Tony Ladner RIP

Gifted sportsman and civil engineer Tony Ladner, who has died aged 82, was one of the ‘Tregony Boys’ who emerged from a village better known for its footballers to leave their indelible mark on Cornish club cricket.

 

For much of the 1960’s and 1970’s, along with Tony Rodda, from Wheal Gerry, Camborne, he was a mainstay of Redruth CC, a leading wicket-taker in Senior One West and a Vinter Cup winner who made a surprise re-appearance to help Tregony Old Boys lift the Hawkey Cup.

 

Quite how Tony was able to retain his dual affiliation in Cornwall’s East and West sections, to become a Hawkey winner for Tregony in 1963, while also starring that season for Redruth, having moved there In 1961, has been lost in the mists of time.

 

What is beyond dispute is that he answered Tregony’s emergency call after one of their key all-rounders, farmer John Warne, dropped out in order to enter his prize-winning bull at the Royal Bath and West Show - which he won as well.

 

Born in 1942, midway through the Second World War, Tony started life in West Cornwall at St Hilary where his father Eric was a school teacher. The Ladners moved to Tregony after Eric was appointed head teacher of Tregony School.

 

In an era when there were no televisions and money was scarce, Tregony youngsters filled their evenings and weekends by playing cricket and football on their village playing field, just behind the school.

 

A kindly groundsman named Charlie Ford ensured that there was always a practice strip available. The outcome was 9 boys, who had started their cricket with Tregony in the League’s junior divisions, spreading their wings to play senior and representative cricket elsewhere, and give lifelong service to clubs, notably Ray Roberts and Peter Lidgey at Truro.

 

With Eric Ladner later becoming head teacher of Barncoose School and his family moving back West to Carn Brea, Tony Ladner enrolled at Cornwall Technical College, on his way to becoming a chartered municipal engineer, and joined Redruth CC.

 

1963 saw him feature both in the Redruth 2nd XI crowned as Cornwall Junior One champions and the Tregony XI which, against all the odds, won the Hawkey Cup Final with a two-run victory over recent Senior One East champions Veryan at St Columb.

 

Tony’s excellence as a brisk medium-pace bowler and useful middle-order batsman soon saw him become a Redruth 1st XI regular. A Vinter Cup Final victory in 1964, following an earlier one in 1962, was followed by further appearances in Vinter Finals and top 3 finishes in Senior 1 West.

 

He played for Cornwall making his debut against Devon at Camborne in 1967.  Also for Michael Williams’ Cornish Crusaders, notably in a prestige fixture in 1968 against the International Cavaliers at Truro, where he found himself in a team with two Crusader ‘guests’, England batsman Tom Graveney and South Africa’s finest, Graeme Pollock.

 

The Shaft End at Redruth, where a mine engine house once stood, had been known as the Alan Opie End, in honour of a Cornwall bowler who took 445 league wickets for Redruth. With the arrival of his successor, it became the Tony Ladner End - and tailor-made for his off-cutters.

 

That was the way it stayed until the close of the 1976 season, by which time Tony had taken 638 league wickets for the Ist XI at minimal cost, while delivering many thousands of accurate, testing overs, and also contributing almost 3,000 runs with the bat.

 

Alas, with Tony only 33 years of age, a difference of opinion with his captain over whether or not he should keep bowling unchanged at the Shaft End - it is likely that Tony gave him 638 reasons why he should - led to his early retirement from cricket, and golf at Tehidy Park and Mullion. Cash offers from other cricket clubs to play for them instead were declined.

 

Opponents in the Falmouth and Helston Football League will also remember Tony as a skilled inside forward for Pool Sports Club at Roskear, alongside fellow Redruth CC team-mates Tony and Dickie Rodda and other Wheal Gerry Boys who excelled at football too.

 

Tony first worked for Camborne-Redruth Urban District Council, before joining Cornwall County Council’s highways department. He served that authority with distinction for many years, rising to be manager of Cornwall’s entire road network and responsible for its highway maintenance.

 

His expertise as an engineer proved invaluable both to Redruth CC, when the club embarked on levelling and enlarging its Trewirgie Hill ground, and his family: he designed and built their home at Trevingey, with a panoramic view of Carn Brea, where he passed away this month.

 

He is survived by his wife Margaret and sons Paul, a Redruth CC member, and James, a solicitor in London. His brother-in-law and fellow Tregony Boy Malcolm Trethowan, who went on to play cricket for Falmouth and Looe, will give the eulogy at Tony’s funeral at Treswithian Crematorium on Monday, March 3 at noon, followed by a wake at Redruth CC for his many friends.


Task objective: From the first line to the last, retype the records exactly and skip the pictures.

Raw data:
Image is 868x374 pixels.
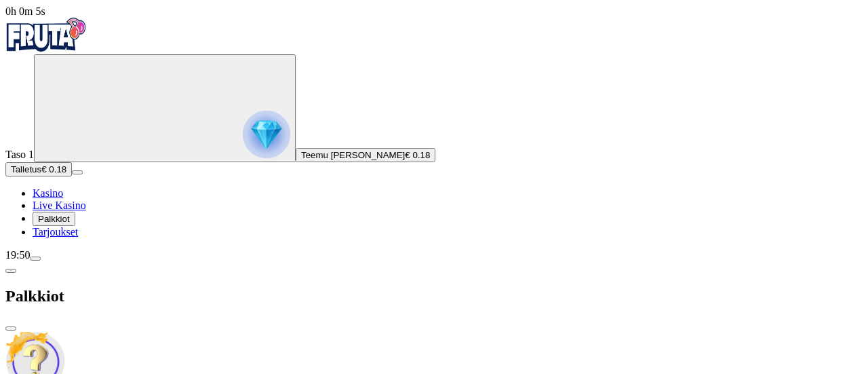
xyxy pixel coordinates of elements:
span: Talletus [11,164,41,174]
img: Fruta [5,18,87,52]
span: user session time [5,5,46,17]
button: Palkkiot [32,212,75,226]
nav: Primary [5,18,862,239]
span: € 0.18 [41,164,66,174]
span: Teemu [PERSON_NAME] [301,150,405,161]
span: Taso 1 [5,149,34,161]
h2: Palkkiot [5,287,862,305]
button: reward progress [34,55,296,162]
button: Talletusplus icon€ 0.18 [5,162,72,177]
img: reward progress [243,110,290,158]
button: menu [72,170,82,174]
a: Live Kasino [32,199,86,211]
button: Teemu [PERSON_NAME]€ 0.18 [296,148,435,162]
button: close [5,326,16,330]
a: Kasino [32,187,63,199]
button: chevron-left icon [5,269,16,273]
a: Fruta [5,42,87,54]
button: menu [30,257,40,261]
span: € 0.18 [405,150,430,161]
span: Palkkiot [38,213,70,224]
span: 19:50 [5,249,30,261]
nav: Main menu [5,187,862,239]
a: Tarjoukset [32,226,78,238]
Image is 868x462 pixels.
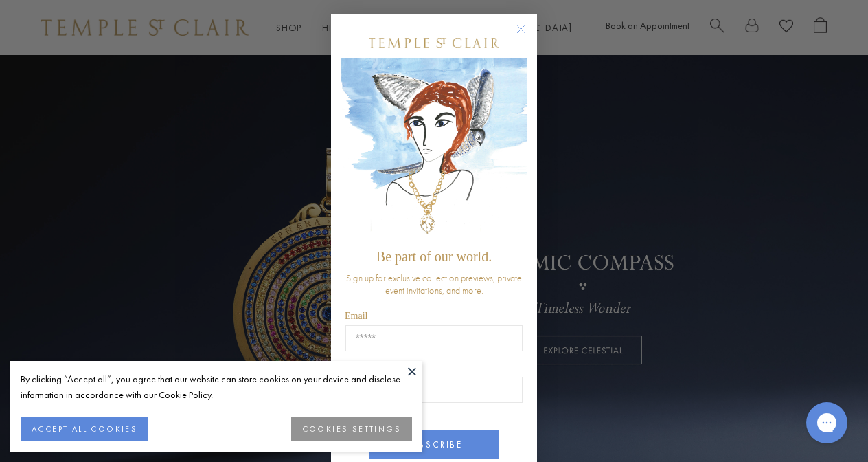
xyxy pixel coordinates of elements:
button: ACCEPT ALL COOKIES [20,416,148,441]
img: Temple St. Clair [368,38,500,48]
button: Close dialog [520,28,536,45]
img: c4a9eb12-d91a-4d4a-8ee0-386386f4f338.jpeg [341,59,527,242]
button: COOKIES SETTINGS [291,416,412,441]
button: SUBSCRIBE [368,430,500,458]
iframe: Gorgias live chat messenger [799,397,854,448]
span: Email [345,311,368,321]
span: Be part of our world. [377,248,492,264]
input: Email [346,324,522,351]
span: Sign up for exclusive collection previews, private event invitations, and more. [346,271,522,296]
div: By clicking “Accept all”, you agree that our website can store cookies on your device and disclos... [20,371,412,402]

Completed exercise:
Image is 868x374 pixels.
xyxy pixel coordinates of elements:
span: Talletus [11,164,41,174]
img: Fruta [5,18,87,52]
span: user session time [5,5,46,17]
button: Palkkiot [32,212,75,226]
nav: Primary [5,18,862,239]
span: € 0.18 [41,164,66,174]
span: Teemu [PERSON_NAME] [301,150,405,161]
span: Taso 1 [5,149,34,161]
h2: Palkkiot [5,287,862,305]
button: reward progress [34,55,296,162]
button: Talletusplus icon€ 0.18 [5,162,72,177]
img: reward progress [243,110,290,158]
button: menu [72,170,82,174]
a: Live Kasino [32,199,86,211]
button: Teemu [PERSON_NAME]€ 0.18 [296,148,435,162]
button: close [5,326,16,330]
a: Kasino [32,187,63,199]
button: chevron-left icon [5,269,16,273]
a: Fruta [5,42,87,54]
button: menu [30,257,40,261]
span: € 0.18 [405,150,430,161]
span: Palkkiot [38,213,70,224]
span: 19:50 [5,249,30,261]
nav: Main menu [5,187,862,239]
a: Tarjoukset [32,226,78,238]
Image is 868x462 pixels.
xyxy pixel coordinates of elements:
button: ACCEPT ALL COOKIES [20,416,148,441]
img: Temple St. Clair [368,38,500,48]
button: Close dialog [520,28,536,45]
img: c4a9eb12-d91a-4d4a-8ee0-386386f4f338.jpeg [341,59,527,242]
button: COOKIES SETTINGS [291,416,412,441]
button: SUBSCRIBE [368,430,500,458]
iframe: Gorgias live chat messenger [799,397,854,448]
span: Email [345,311,368,321]
span: Be part of our world. [377,248,492,264]
input: Email [346,324,522,351]
span: Sign up for exclusive collection previews, private event invitations, and more. [346,271,522,296]
div: By clicking “Accept all”, you agree that our website can store cookies on your device and disclos... [20,371,412,402]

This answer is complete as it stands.